I'm working under visual studio 2005 with assembly (I'm a newbie) and I want to create a program that calculate arithmetic progression with that rule: An = 2*An-1 + An-2 but. I really don't know how to work with registers and I need just one example from you to continue with my exercises.
This is my code:
.386
.MODEL flat,stdcall
.STACK 4096
extern ExitProcess@4:Near
.data
arraysize DWORD 10
setarray DWORD 0 DUP(arraysize)
firstvar DWORD 1
secondvar DWORD 2
.code
_main:
mov eax,[firstvar]
mov [setarray+0],eax
mov eax,[secondvar]
mov [setarray+4],eax
mov ecx, arraysize ;loop definition
mov ax, 8
Lp:
mov eax,[setarray+ax-4]
add eax,[setarray+ax-4]
add eax,[setarray+ax-8]
mov [setarray+ax],eax
add ax,4;
loop Lp
add ax,4;
push 0 ;Black box. Always terminate
call ExitProcess@4 ;program with this sequence
end _main ;End of program. Label is the entry point.
You can't use ax as index register and eax as data register at the same time. For 32bit code, stick to 32 bit registers, unless you now what you are doing. You inadvertedly used a 16 Bit addressing mode, which you probably didn't want.
mov ecx, arraysize-1 ;loop definition
mov ebx, 8
Lp:
mov eax,[setarray+ebx-4]
add eax,[setarray+ebx-4]
add eax,[setarray+ebx-8]
mov [setarray+ebx],eax
add ebx,4
dec ecx
jnc Lp
Never ever use the loop instruction, even if some modern processors can execute ist fast (most can't).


**Your assignment**
From the entries below, reproduce exactly the line containing "List every element", the line containing "localize each UI", and every line in between, with nothing added.

**The records**
----

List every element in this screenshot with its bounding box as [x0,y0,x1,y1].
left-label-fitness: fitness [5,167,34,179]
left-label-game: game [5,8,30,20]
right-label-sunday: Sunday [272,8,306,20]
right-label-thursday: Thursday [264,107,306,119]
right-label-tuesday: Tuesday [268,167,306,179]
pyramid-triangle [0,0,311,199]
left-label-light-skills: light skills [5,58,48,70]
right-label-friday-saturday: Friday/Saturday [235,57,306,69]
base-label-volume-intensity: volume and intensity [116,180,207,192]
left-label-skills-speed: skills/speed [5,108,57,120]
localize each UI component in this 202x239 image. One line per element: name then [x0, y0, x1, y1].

----

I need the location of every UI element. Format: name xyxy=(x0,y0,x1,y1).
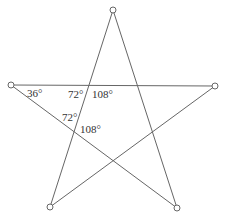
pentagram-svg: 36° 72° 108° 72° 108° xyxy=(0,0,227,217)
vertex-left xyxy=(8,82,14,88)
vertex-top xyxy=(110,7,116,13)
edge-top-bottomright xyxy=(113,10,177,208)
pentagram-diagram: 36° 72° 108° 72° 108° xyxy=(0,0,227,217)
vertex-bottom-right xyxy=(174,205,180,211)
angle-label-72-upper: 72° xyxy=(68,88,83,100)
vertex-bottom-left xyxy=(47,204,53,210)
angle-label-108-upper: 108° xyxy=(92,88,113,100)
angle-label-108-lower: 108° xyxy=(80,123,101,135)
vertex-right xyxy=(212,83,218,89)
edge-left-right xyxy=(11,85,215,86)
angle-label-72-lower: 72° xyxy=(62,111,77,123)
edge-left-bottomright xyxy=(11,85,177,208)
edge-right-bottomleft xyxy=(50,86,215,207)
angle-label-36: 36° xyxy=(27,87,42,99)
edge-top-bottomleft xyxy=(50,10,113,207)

----

**Answer section**
List every element in this screenshot with its bounding box as [x0,y0,x1,y1].
left-label-fitness: fitness [5,167,34,179]
left-label-game: game [5,8,30,20]
right-label-sunday: Sunday [272,8,306,20]
right-label-thursday: Thursday [264,107,306,119]
right-label-tuesday: Tuesday [268,167,306,179]
pyramid-triangle [0,0,311,199]
left-label-light-skills: light skills [5,58,48,70]
right-label-friday-saturday: Friday/Saturday [235,57,306,69]
base-label-volume-intensity: volume and intensity [116,180,207,192]
left-label-skills-speed: skills/speed [5,108,57,120]
localize each UI component in this 202x239 image. One line per element: name then [x0, y0, x1, y1].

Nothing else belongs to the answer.